[Bf-committers] Rigging a different way

joe joeedh at gmail.com
Thu Feb 26 05:55:12 CET 2009


Ah not sure what all your points are here. . .Bone layers and custom
bone shapes allow cutting down visual clutter (and work well for
that).

Simply positioning joints and scaling (non-uniformly if desired) to
set an envelope would be an interesting workflow, but you'd still have
all the same deformation problems.  Envelope deformation just isn't
that great.  Also having a joint-based system isn't all that different
from a bone-based system, since you still have to deal with things
like proper roll, singularities, etc.  It's just a slightly different
user interface.  Really, there is no rigging method that isn't a huge
pain and involves a lot of work, if you want production-quality rigs.

Joe

On Wed, Feb 25, 2009 at 7:15 PM, Roger <hovergo at net-tech.com.au> wrote:
> After reading about the problems with rigging fat bodies (Big Buck Bunny) and
> observing the visual complexity of bones in a model after getting to grips with
> the rigging in Tony's book I wonder if bone and armature bodies are necessary.
> Surely its just the joints that matter.
>
> A mesh of quads is verts connected by edges why can't these be the armature
> body, with only the verts close to the joint parented to the joint which could
> be represented by emptys with a sphere of influence surrounding each to
> differentiate the empty/joint from an normal empty very similar to the head and
> tail of a normal envelope armature.
>
> Wouldn't it be easier and natural to simply install joints at appropriate positions
> by snapping to the 3D cursor.
> Modify/scale the x,y,z axis to shape of the joint to alter vertex weighting.
> Parent verts outside a sphere of influence to the empty joint as necessary.
>
> For articulated movement, arms, fingers, cranes, doors, only the joint matters
> anyway.
> All the current context controls remain.
> For Ik solvers simply add an external joint and constrain it as an Ik.
>
> Would this address the problem of bones twisting while attempting to properly
> locate them within a mesh.
>
> For fat bodies, it could be a matter of adding empties/joints where influence is
> needed and setting the degree of influence from or by neighboring empties.
> Make the colour of joints blue or green.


- _Goal of the exercise_
In the entries below, print exactly the lines from the first through the one with "Image is 868x417 pixels.", both included, and none of the pictures.

::::::::::

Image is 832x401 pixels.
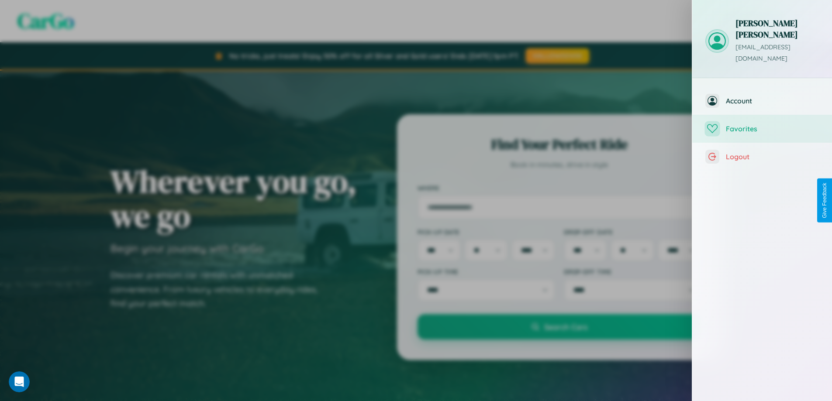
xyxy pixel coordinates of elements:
[692,115,832,143] button: Favorites
[692,143,832,171] button: Logout
[735,42,819,65] p: [EMAIL_ADDRESS][DOMAIN_NAME]
[821,183,828,218] div: Give Feedback
[735,17,819,40] h3: [PERSON_NAME] [PERSON_NAME]
[9,372,30,393] iframe: Intercom live chat
[726,124,819,133] span: Favorites
[692,87,832,115] button: Account
[726,97,819,105] span: Account
[726,152,819,161] span: Logout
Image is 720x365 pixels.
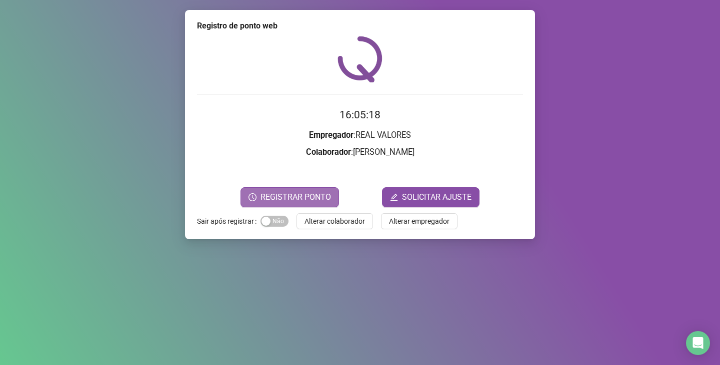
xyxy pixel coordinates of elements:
button: editSOLICITAR AJUSTE [382,187,479,207]
h3: : [PERSON_NAME] [197,146,523,159]
button: Alterar colaborador [296,213,373,229]
span: REGISTRAR PONTO [260,191,331,203]
button: REGISTRAR PONTO [240,187,339,207]
div: Registro de ponto web [197,20,523,32]
span: edit [390,193,398,201]
span: Alterar empregador [389,216,449,227]
span: clock-circle [248,193,256,201]
button: Alterar empregador [381,213,457,229]
time: 16:05:18 [339,109,380,121]
label: Sair após registrar [197,213,260,229]
strong: Empregador [309,130,353,140]
h3: : REAL VALORES [197,129,523,142]
span: Alterar colaborador [304,216,365,227]
strong: Colaborador [306,147,351,157]
div: Open Intercom Messenger [686,331,710,355]
span: SOLICITAR AJUSTE [402,191,471,203]
img: QRPoint [337,36,382,82]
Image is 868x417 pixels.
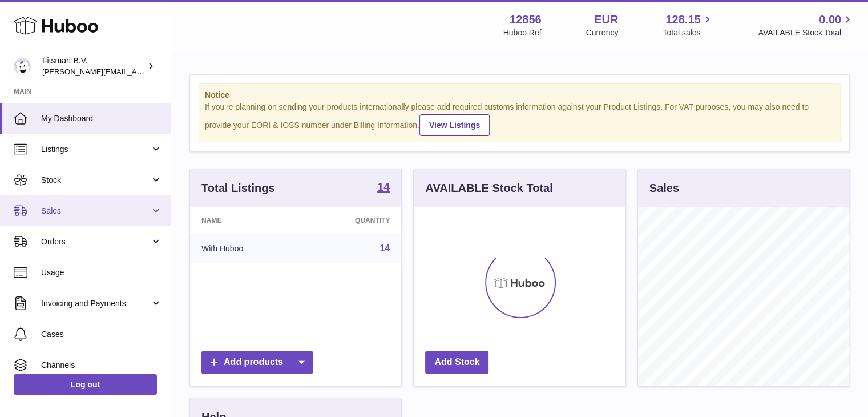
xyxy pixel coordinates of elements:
[14,374,157,395] a: Log out
[426,351,489,374] a: Add Stock
[510,12,542,27] strong: 12856
[42,55,145,77] div: Fitsmart B.V.
[377,181,390,193] strong: 14
[41,360,162,371] span: Channels
[14,58,31,75] img: jonathan@leaderoo.com
[41,144,150,155] span: Listings
[650,180,679,196] h3: Sales
[758,12,854,38] a: 0.00 AVAILABLE Stock Total
[426,180,553,196] h3: AVAILABLE Stock Total
[663,12,714,38] a: 128.15 Total sales
[201,351,313,374] a: Add products
[41,175,150,186] span: Stock
[190,207,301,234] th: Name
[42,67,229,76] span: [PERSON_NAME][EMAIL_ADDRESS][DOMAIN_NAME]
[663,27,714,38] span: Total sales
[587,27,619,38] div: Currency
[190,234,301,263] td: With Huboo
[41,329,162,340] span: Cases
[504,27,542,38] div: Huboo Ref
[377,181,390,195] a: 14
[205,101,835,136] div: If you're planning on sending your products internationally please add required customs informati...
[758,27,854,38] span: AVAILABLE Stock Total
[594,12,619,27] strong: EUR
[419,114,490,136] a: View Listings
[41,113,162,124] span: My Dashboard
[819,12,841,27] span: 0.00
[665,12,701,27] span: 128.15
[41,267,162,278] span: Usage
[301,207,401,234] th: Quantity
[41,298,150,309] span: Invoicing and Payments
[380,244,390,253] a: 14
[41,205,150,216] span: Sales
[41,237,150,248] span: Orders
[201,180,275,196] h3: Total Listings
[205,90,835,101] strong: Notice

::::::::::

- _Answer to this exercise_
Image is 832x401 pixels.
xyxy pixel coordinates of elements:
[692,115,832,143] button: Favorites
[692,143,832,171] button: Logout
[735,42,819,65] p: [EMAIL_ADDRESS][DOMAIN_NAME]
[821,183,828,218] div: Give Feedback
[735,17,819,40] h3: [PERSON_NAME] [PERSON_NAME]
[9,372,30,393] iframe: Intercom live chat
[726,124,819,133] span: Favorites
[692,87,832,115] button: Account
[726,97,819,105] span: Account
[726,152,819,161] span: Logout
Image is 720x365 pixels.
xyxy pixel coordinates of elements:
button: editSOLICITAR AJUSTE [382,187,479,207]
h3: : [PERSON_NAME] [197,146,523,159]
button: Alterar colaborador [296,213,373,229]
span: REGISTRAR PONTO [260,191,331,203]
button: REGISTRAR PONTO [240,187,339,207]
div: Registro de ponto web [197,20,523,32]
span: edit [390,193,398,201]
span: Alterar empregador [389,216,449,227]
span: clock-circle [248,193,256,201]
button: Alterar empregador [381,213,457,229]
time: 16:05:18 [339,109,380,121]
label: Sair após registrar [197,213,260,229]
strong: Empregador [309,130,353,140]
h3: : REAL VALORES [197,129,523,142]
span: Alterar colaborador [304,216,365,227]
strong: Colaborador [306,147,351,157]
div: Open Intercom Messenger [686,331,710,355]
span: SOLICITAR AJUSTE [402,191,471,203]
img: QRPoint [337,36,382,82]
Image is 868x417 pixels.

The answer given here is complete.